Stecker watched his foster mother return to the boys’ room, agitated by what she described as Eddie’s persistent “squalling,” the Philadelphia Inquirer later reported.
“She came in our room. There was a plastic pin in the crib,” recalls Stecker, referring to a bowling pin, a part of a children’s toy bowling kit. “She picked [the bowling pin] up and swung it at him and told him to shut his fucking mouth. When she hit him she caught him in the back of his head.”
Various newspapers reported a second blow. Either way, Eddie toppled out of the crib.
“His head bounced off the floor,” Stecker says. “I jumped out of bed, went over and was holding him … I remember blood coming out of his ears and nose.”
Eddie’s brain hemorrhaged. He was dying.
As Stecker, now 48, relays the life-defining incident, sentences flow like waterfalls, peppered with details culled from a memory bolstered by newspaper clippings, birth and death certificates that he carries around in a folder. Today, he’s also carrying a baby book with locks of Eddie’s hair Scotch-taped to a page.
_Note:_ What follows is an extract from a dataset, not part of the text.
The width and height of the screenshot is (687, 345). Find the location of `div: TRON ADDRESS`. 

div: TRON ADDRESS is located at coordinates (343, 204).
“It’s horrible,” says Stecker. “Sometimes I wish I never remembered anything.”
Stecker says he held on to his brother even as his foster mom was “beating me to get me off of him.” Finally, she yanked him so forcefully the bones in his left arm broke—he would never straighten his arm again. Doctors suggested re-breaking and re-setting the bones when he was 18, but he refused.
News accounts later revealed that Bedford tidied the floor before tending to the dying baby. Then, Stecker says, “she … carried [Eddie] to the bathroom put him in the tub trying to rinse the blood off. I remember her making a phone call; then the police were there.”
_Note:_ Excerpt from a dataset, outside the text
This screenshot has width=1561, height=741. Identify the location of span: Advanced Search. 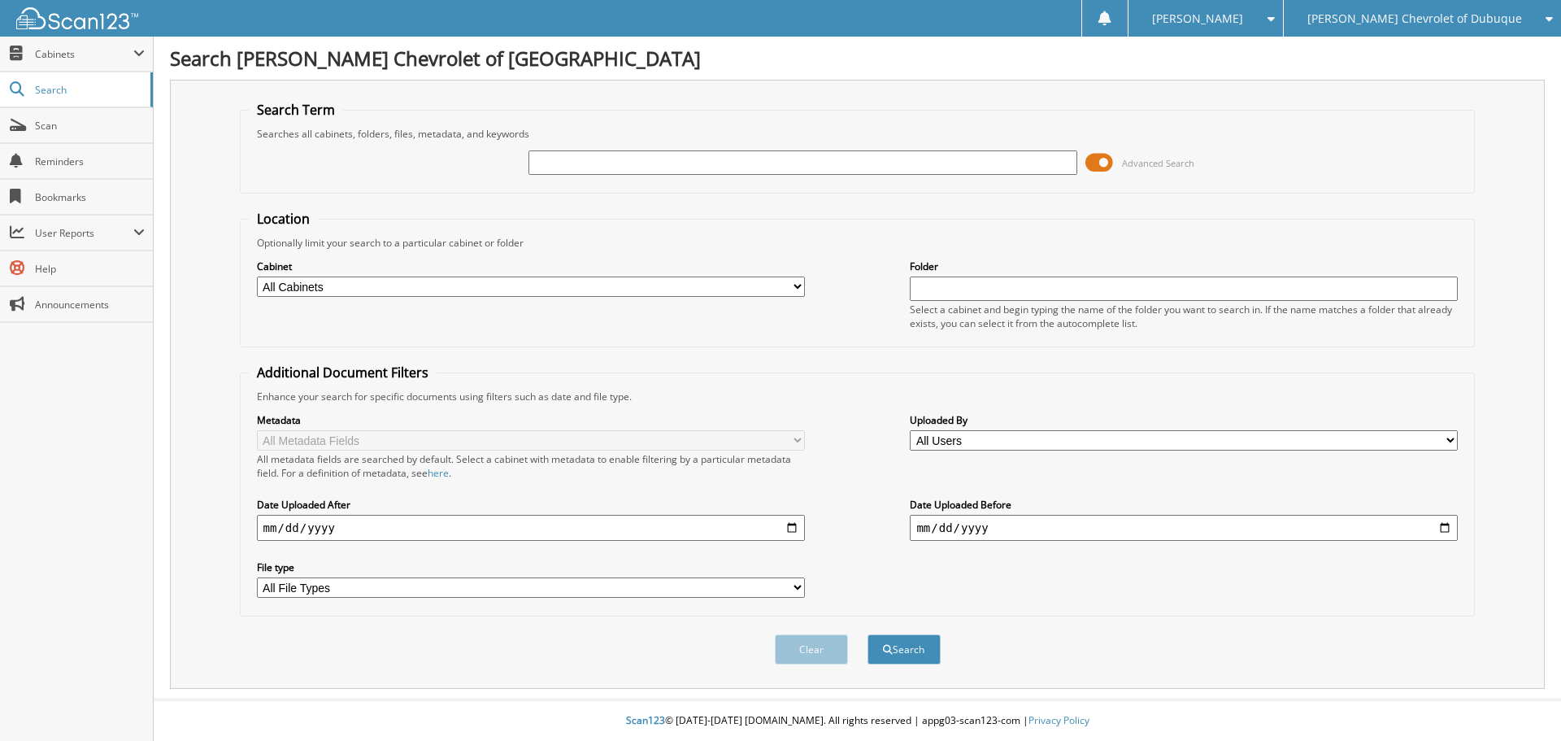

Two-year-old Edward John Stecker was pronounced dead at Germantown Hospital at 10:30 p.m. on Feb. 28, 1967. The death certificate lists the cause of death as “subdural hemorrhage, bilateral.” Under “circumstances of significant injury,” one word is typed in all caps: BEATEN. Eddie’s funeral at St. Leo’s Roman Catholic Church in Tacony was widely reported. He was buried hugging a teddy bear—a gift from his big brother—in a small white casket in Holy Sepulchre Cemetery. The city’s Welfare Department paid for the funeral and burial plot.
Decades later, Stecker is still trying to figure out what happened: How did he and his brother end up in the hands of a killer foster mom, and what happened to her after Eddie’s death? “The ultimate goal is for me to be able to answer the question of what happened to the woman who killed my brother,” he says.
“It’s been hidden,” the South Philly resident continues. “Every time I would try [to find out what happened], I’d run into brick walls.”
“I was looking through the police, city records. Everyone said, ‘There’s nothing on this case, it doesn’t exist.’”
But every day, he remembers it. As if by impossibly rapid evolution, Stecker has a talent, maybe even a need, for details. He rattles off full names, spellings, dates and times. The ever-expanding file he carries around with him reveals a one-man detective trying to solve the mystery of his own life.
Stecker, who grew up being called Chuckie, goes by Chahlie now, pronounced and spelled with the H. With a shaved head, beard, tattoos and a gold hoop earring, he looks like a TV actor typecast as either the street-wise, get-the-job-done cop or a corner tough; the loudmouth who starts the bar fight. But he’s none of those things. His brown eyes are kind.
“I can’t get angry,” he shrugs. “I’d like to experience it. I’m a little afraid of it. I get hurt, but … I don’t have anger and rage. I never had those things.” The only time his eyes well up is when he mentions how Frank Rizzo, Philly’s police commissioner in 1967, once picked him up and hugged him, remembering him at the scene of the crime. “We remained friends until the end of his life,” says Stecker, voice cracking.
Over the years, Stecker has made many attempts to dig up records to fill in the blind spots: Did his foster mother get away with murder? Why exactly were he and his siblings entrusted to the City of Philadelphia to begin with? All he knew, and not even for sure, is that “nobody ever served a day in jail” for killing his brother or shattering his bones. There was “no court record, no arrest record, no record of it ever happening,” he says.